Side note here: North Texas Rehab has a gym area and a pool, and they've opened both up to the public as regular gym memberships. I think this is awesome business sense, because it lets them recoup cost for all the expensive machinery and pool maintenance - and in the therapy sense, because it lets clients continue working on the same machines and routines when they graduate to self-directed. Wish more places did that!

While I was contemplating the levels of sheer stubborn bloodymindedness the dumbbell exercises were taking, one of the older physical therapists was gently coaching an elderly lady through exercises nearby. She finished before me, and tottered her way out the door with a "Well, young man, I'm certainly glowing today!"

The therapist turned back to me just as I was collapsed on top of a yoga ball inbetween planks, and said "You doing all right?"

I lifted my head until I could see him, and summoned up a smile. "Yeah. Just following all my discharge instructions," and I twitched a hand at the form, "So I don't end up back in physical therapy."

He looked heavenward, raising two fists and pumping them. "Yes!!!" Then he looked back at me with a grin that pretty much showed all his back teeth. "The ones you're doing are great exercises. You'll get a lot stronger in no time."

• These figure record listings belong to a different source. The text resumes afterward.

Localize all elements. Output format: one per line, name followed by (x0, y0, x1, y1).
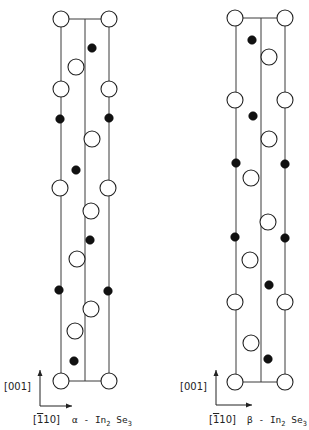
open-atom (53, 373, 69, 389)
filled-atom (86, 236, 95, 245)
open-atom (53, 81, 69, 97)
filled-atom (232, 159, 241, 168)
beta-001-label: [001] (180, 381, 207, 392)
open-atom (227, 374, 243, 390)
alpha-title: α - In2 Se3 (72, 414, 132, 428)
filled-atom (281, 160, 290, 169)
open-atom (101, 11, 117, 27)
open-atom (243, 170, 259, 186)
open-atom (100, 180, 116, 196)
arrow-up-icon (38, 370, 43, 376)
filled-atom (265, 281, 274, 290)
open-atom (261, 49, 277, 65)
open-atom (69, 251, 85, 267)
open-atom (227, 294, 243, 310)
open-atom (277, 374, 293, 390)
open-atom (68, 59, 84, 75)
open-atom (53, 11, 69, 27)
crystal-structure-diagram: [001] [110] α - In2 Se3 [001] [110] β - … (0, 0, 309, 430)
filled-atom (55, 286, 64, 295)
beta-filled-atoms (231, 36, 290, 364)
arrow-right-icon (66, 404, 72, 409)
beta-open-atoms (227, 10, 293, 390)
beta-110-label: [110] (209, 414, 236, 425)
filled-atom (248, 36, 257, 45)
open-atom (227, 10, 243, 26)
open-atom (52, 180, 68, 196)
filled-atom (249, 112, 258, 121)
beta-in2se3-structure: [001] [110] β - In2 Se3 (180, 10, 307, 428)
open-atom (83, 301, 99, 317)
open-atom (260, 214, 276, 230)
filled-atom (56, 115, 65, 124)
open-atom (277, 10, 293, 26)
beta-unit-cell-frame (236, 18, 285, 382)
filled-atom (72, 166, 81, 175)
open-atom (227, 92, 243, 108)
open-atom (67, 323, 83, 339)
open-atom (277, 294, 293, 310)
open-atom (277, 92, 293, 108)
filled-atom (88, 44, 97, 53)
filled-atom (281, 234, 290, 243)
open-atom (101, 373, 117, 389)
alpha-001-label: [001] (4, 381, 31, 392)
filled-atom (104, 287, 113, 296)
open-atom (261, 131, 277, 147)
arrow-up-icon (214, 370, 219, 376)
filled-atom (264, 355, 273, 364)
open-atom (83, 203, 99, 219)
arrow-right-icon (246, 403, 252, 408)
open-atom (243, 335, 259, 351)
alpha-110-label: [110] (33, 414, 60, 425)
filled-atom (231, 233, 240, 242)
filled-atom (105, 114, 114, 123)
open-atom (242, 252, 258, 268)
filled-atom (70, 357, 79, 366)
open-atom (84, 131, 100, 147)
open-atom (101, 81, 117, 97)
beta-title: β - In2 Se3 (247, 414, 307, 428)
alpha-in2se3-structure: [001] [110] α - In2 Se3 (4, 11, 132, 428)
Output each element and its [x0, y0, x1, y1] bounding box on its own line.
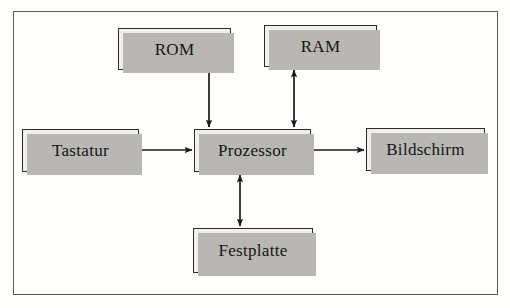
node-prozessor: Prozessor: [194, 129, 311, 172]
node-bildschirm-label: Bildschirm: [386, 141, 465, 158]
node-ram: RAM: [264, 25, 377, 67]
node-tastatur: Tastatur: [22, 129, 139, 172]
node-bildschirm: Bildschirm: [366, 128, 485, 171]
node-rom-label: ROM: [155, 41, 195, 58]
node-tastatur-label: Tastatur: [52, 142, 109, 159]
node-rom: ROM: [118, 28, 231, 70]
diagram-root: ROM RAM Tastatur Prozessor Bildschirm Fe…: [0, 0, 510, 308]
node-festplatte-label: Festplatte: [218, 242, 287, 259]
node-ram-label: RAM: [301, 38, 341, 55]
node-festplatte: Festplatte: [193, 228, 313, 273]
node-prozessor-label: Prozessor: [218, 142, 287, 159]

I nodded, slightly dazed, and blinked a few times as he left the gym area. Then I finished the next set, and remembered that physical therapists are not unlike airplane mechanics: they rarely get to see the things they put so much work into actually doing well and working great. Apparently, I have made his day by proving that at least one client follows instructions, and is putting in the sweat labor to continue getting better.

5 comments:

  1. I can tell you, people neither follow nor even read the instructions. You probably made his April.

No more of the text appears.